Fresno ranks No. 10 nationally for small business bankruptcies, experts urge caution
Fresno’s small-business bankruptcy rate landed No. 10 nationally, but local advisers say the figure reflects pressure, not collapse. The 52 filings came in a metro of 17,060 small firms.

Fresno’s new ranking as the No. 10 metro area in the country for small business bankruptcies is stark, but local experts say the number needs context before it becomes a panic signal.
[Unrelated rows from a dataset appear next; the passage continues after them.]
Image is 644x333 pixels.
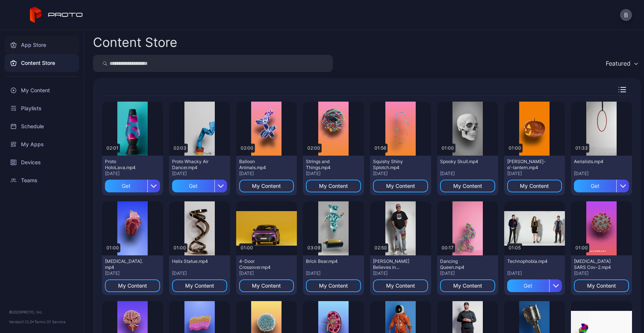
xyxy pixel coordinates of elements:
[440,279,495,292] button: My Content
[573,180,629,193] button: Get
[453,183,482,189] div: My Content
[93,36,177,49] div: Content Store
[105,159,146,171] div: Proto HoloLava.mp4
[4,81,79,99] a: My Content
[172,180,227,193] button: Get
[507,258,548,264] div: Technophobia.mp4
[172,171,227,177] div: [DATE]
[386,183,415,189] div: My Content
[9,319,35,324] span: Version 1.12.0 •
[105,180,160,193] button: Get
[440,159,481,165] div: Spooky Skull.mp4
[373,279,428,292] button: My Content
[306,180,361,193] button: My Content
[9,309,75,315] div: © 2025 PROTO, Inc.
[105,258,146,270] div: Human Heart.mp4
[573,159,615,165] div: Aerialists.mp4
[573,279,629,292] button: My Content
[440,270,495,276] div: [DATE]
[306,159,347,171] div: Strings and Things.mp4
[172,258,214,264] div: Helix Statue.mp4
[4,99,79,118] a: Playlists
[573,171,629,177] div: [DATE]
[239,180,295,193] button: My Content
[606,59,630,67] div: Featured
[319,282,348,289] div: My Content
[239,270,295,276] div: [DATE]
[172,270,227,276] div: [DATE]
[573,180,616,193] div: Get
[507,159,548,171] div: Jack-o'-lantern.mp4
[185,282,214,289] div: My Content
[252,282,281,289] div: My Content
[239,159,281,171] div: Balloon Animals.mp4
[105,171,160,177] div: [DATE]
[519,183,549,189] div: My Content
[573,258,615,270] div: Covid-19 SARS Cov-2.mp4
[507,270,562,276] div: [DATE]
[602,55,641,72] button: Featured
[35,319,65,324] a: Terms Of Service
[252,183,281,189] div: My Content
[453,282,482,289] div: My Content
[239,279,295,292] button: My Content
[4,54,79,72] a: Content Store
[620,9,632,21] button: B
[105,180,147,193] div: Get
[4,172,79,189] a: Teams
[373,180,428,193] button: My Content
[373,270,428,276] div: [DATE]
[105,279,160,292] button: My Content
[4,118,79,135] a: Schedule
[507,171,562,177] div: [DATE]
[440,171,495,177] div: [DATE]
[386,282,415,289] div: My Content
[306,258,347,264] div: Brick Bear.mp4
[306,270,361,276] div: [DATE]
[105,270,160,276] div: [DATE]
[373,258,414,270] div: Howie Mandel Believes in Proto.mp4
[239,258,281,270] div: 4-Door Crossover.mp4
[319,183,348,189] div: My Content
[440,180,495,193] button: My Content
[373,171,428,177] div: [DATE]
[172,159,214,171] div: Proto Whacky Air Dancer.mp4
[172,279,227,292] button: My Content
[172,180,214,193] div: Get
[4,135,79,153] a: My Apps
[440,258,481,270] div: Dancing Queen.mp4
[306,171,361,177] div: [DATE]
[373,159,414,171] div: Squishy Shiny Splotch.mp4
[507,279,562,292] button: Get
[586,282,615,289] div: My Content
[306,279,361,292] button: My Content
[507,180,562,193] button: My Content
[573,270,629,276] div: [DATE]
[239,171,295,177] div: [DATE]
[507,279,549,292] div: Get
[118,282,147,289] div: My Content
[4,153,79,172] a: Devices
[4,36,79,54] a: App Store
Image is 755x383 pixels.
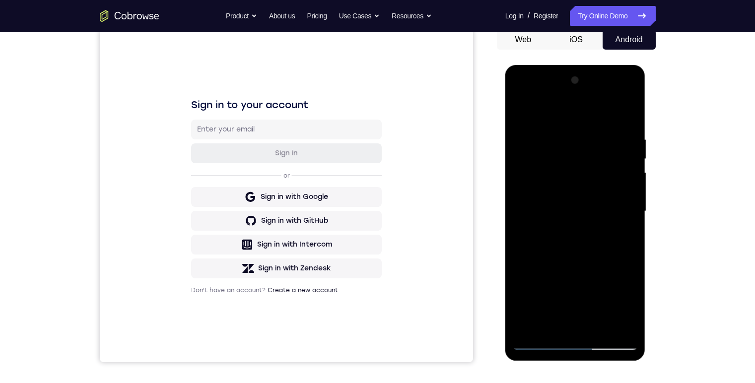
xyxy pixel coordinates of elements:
button: Sign in with Zendesk [91,229,282,249]
button: Sign in with Google [91,157,282,177]
span: / [528,10,530,22]
a: Try Online Demo [570,6,655,26]
p: or [182,142,192,150]
button: Product [226,6,257,26]
div: Sign in with Zendesk [158,234,231,244]
iframe: Agent [100,30,473,362]
button: Sign in with GitHub [91,181,282,201]
button: Use Cases [339,6,380,26]
button: Android [603,30,656,50]
a: Create a new account [168,257,238,264]
button: Sign in with Intercom [91,205,282,225]
p: Don't have an account? [91,257,282,265]
button: Resources [392,6,432,26]
a: Log In [505,6,524,26]
a: Pricing [307,6,327,26]
a: Register [534,6,558,26]
a: About us [269,6,295,26]
button: iOS [550,30,603,50]
button: Web [497,30,550,50]
div: Sign in with GitHub [161,186,228,196]
div: Sign in with Intercom [157,210,232,220]
a: Go to the home page [100,10,159,22]
div: Sign in with Google [161,162,228,172]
The study found 3.05 Chapter 7 filings per 1,000 small businesses in the Fresno metro area, or 52 bankruptcies among 17,060 small firms during the 12 months ending March 31, 2025.
The ranking lands Fresno behind only a handful of metros nationwide and puts three inland California markets in the top 10: Bakersfield at No. 3, Riverside-San Bernardino-Ontario at No. 5 and Fresno at No. 10. The study used U.S. Courts bankruptcy filing data and U.S. Census business counts, matching the courts’ quarterly tables that cover 12-month periods ending March 31, June 30, September 30 and December 31.

What the ranking measures matters. Chapter 7 is liquidation bankruptcy, meaning a trustee sells business assets, pays creditors and shuts down operations. It does not capture every kind of distress, and it does not tell readers whether a firm is late on rent, struggling with payroll, carrying expensive debt or simply closing for reasons outside the court system.
Rich Mostert, executive director of the Valley Community Small Business Development Center, said the figure does not necessarily reflect the strength or quality of Fresno’s business community. He said small businesses are still dealing with the aftereffects of an era when financing was easy to obtain, while tight margins, inflation and fuel costs continue to squeeze operators. He also said his office is seeing strong interest in starting and growing businesses, a sign that the entrepreneurial pipeline in Fresno County is still active even as some firms buckle.
The broader economy helps explain the pressure. Fresno County unemployment was 8.4% in April 2025 and remained high at 9.1% in February 2026. Fresno’s metro area, which includes Fresno and Madera counties, had an estimated population of 1,189,557 in ACS 2024 Census Reporter data, giving the bankruptcy count a large base but also a region where many companies operate on thin cash reserves.
That is why local support systems have stayed busy. The Valley Community SBDC, based at Clovis Community College, serves Fresno, Madera, Kings and Tulare counties and offers no-cost advising. The Fresno Area Hispanic Foundation says its micro-loan program has operated since 2002, and the City of Fresno approved an additional $400,000 for its Small Business Façade Program in December 2024, extending it through December 31, 2025.
For Fresno County owners, lenders and advisers, the ranking is less a verdict than a warning light. It suggests Valley businesses remain highly sensitive to debt service, cash flow and costs, even if the region’s support network is still helping new firms launch and older ones fight to survive.